Friday, December 17, 2010

A third world country


Tucked away safely in their comfortable offices in London, our political slime might be able to convince themselves that they are running an advanced, progressive country. But the test – or one of them – is not soaring ambitions or the rhetoric, but the capacity to secure the basics, ensuring that the nuts and bolts of society are provided and kept on track. And here, as we learn, they can't even do that.

Huhne, as climate change and energy secretary, is soooo full of himself and his energy revolution but he and his department can't even ensure that the estimated two million homes, schools and hospitals which rely on oil for their heating are going to get supplies over Christmas.

Most of these, of course, are in remote areas, where there is little choice of fuel, and as many as 60 percent of families in Northern Ireland – some 505,000 homes – are reliant on heating oil and now face rationing.

Yet this fatuous excuse for an energy secretary is so obsessed with his plans to increase the costs of energy and deliver "low carbon" electricity that he has let a supply crisis build up under his very nose, and is completely unprepared to deal with it. This – as with so many things in modern government – is where the fault lines lie. These "clever" people are so buoyed up with their own importance and ambitions that they completely fail to address the basics.

Much of this is about ensuring that roads are cleared and properly gritted, so that delivery tankers can get through – something local authorities are manifestly failing to do. But it is also about being prepared for the unexpected and ensuring that the utilities, suppliers and users are given warnings in good time.

Possibly, though, the bigger problem is that our politicians are so self-obsessed that they do not even realise – or care – where they are going wrong. But, as their ambitions soar, through their actual endeavours they are increasingly presiding over a third world country.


With the pictures left out, retype exactly the lines below starting at the line that contains "is (274, 555)." and ending at the line that contains "Identify the location".

• [Records for processing]:
§

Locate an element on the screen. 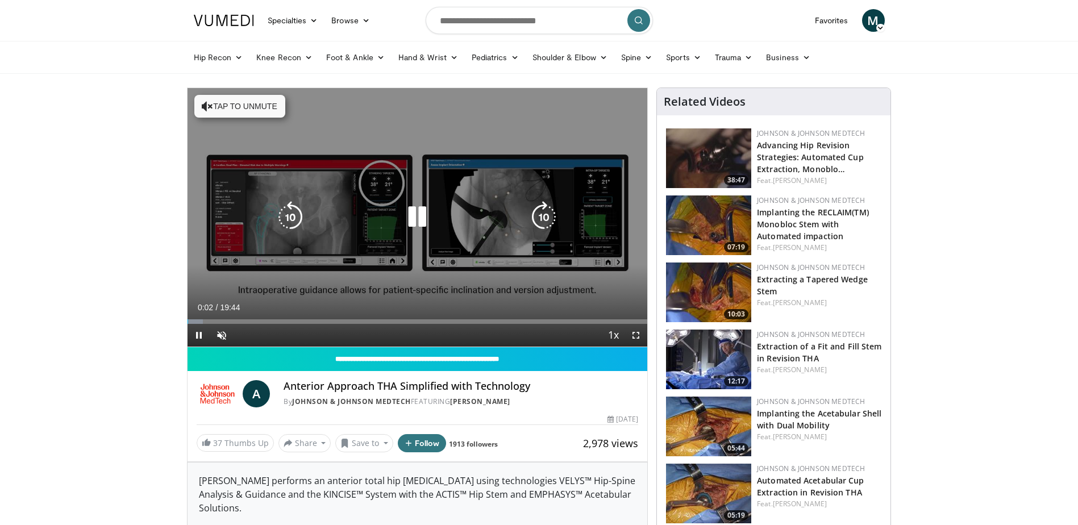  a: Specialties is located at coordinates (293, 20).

§

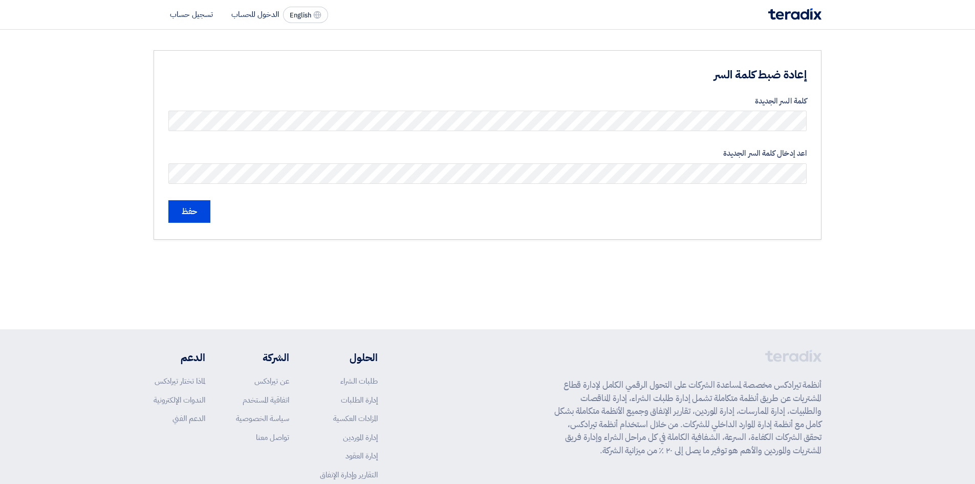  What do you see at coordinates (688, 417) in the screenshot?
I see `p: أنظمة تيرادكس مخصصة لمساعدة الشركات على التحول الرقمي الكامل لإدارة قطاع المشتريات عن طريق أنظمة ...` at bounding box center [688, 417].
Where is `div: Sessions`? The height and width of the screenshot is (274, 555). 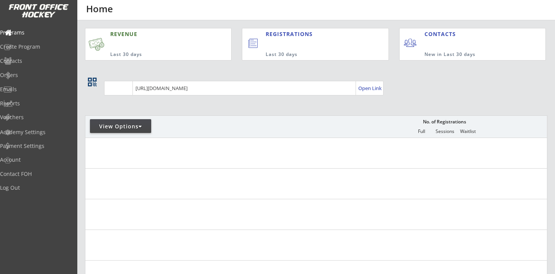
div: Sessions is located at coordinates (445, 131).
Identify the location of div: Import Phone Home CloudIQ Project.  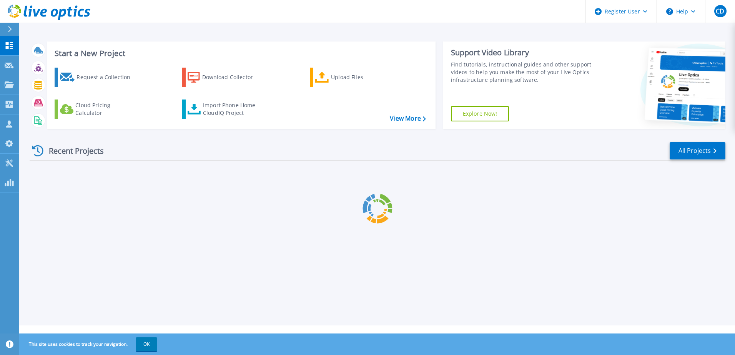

§

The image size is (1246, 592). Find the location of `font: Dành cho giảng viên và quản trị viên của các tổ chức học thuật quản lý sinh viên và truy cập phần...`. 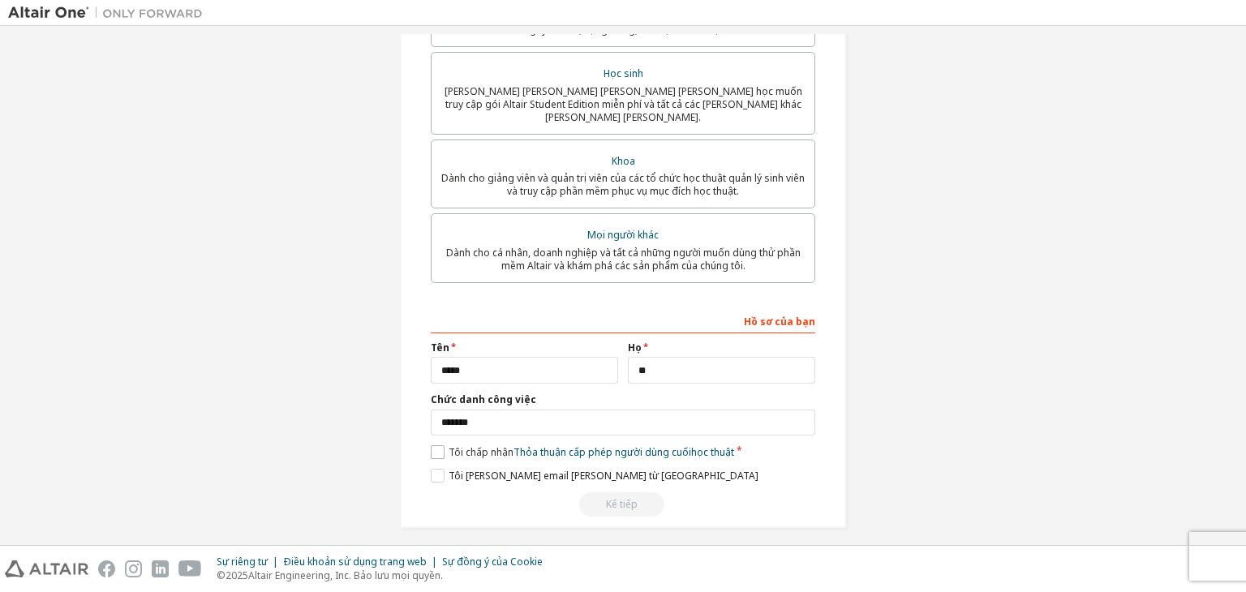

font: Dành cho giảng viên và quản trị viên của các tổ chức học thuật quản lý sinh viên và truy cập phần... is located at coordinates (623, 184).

§

• [Result of this task]:
Where is `div: Sessions`? The height and width of the screenshot is (274, 555). 
div: Sessions is located at coordinates (445, 131).
Identify the location of div: Import Phone Home CloudIQ Project.  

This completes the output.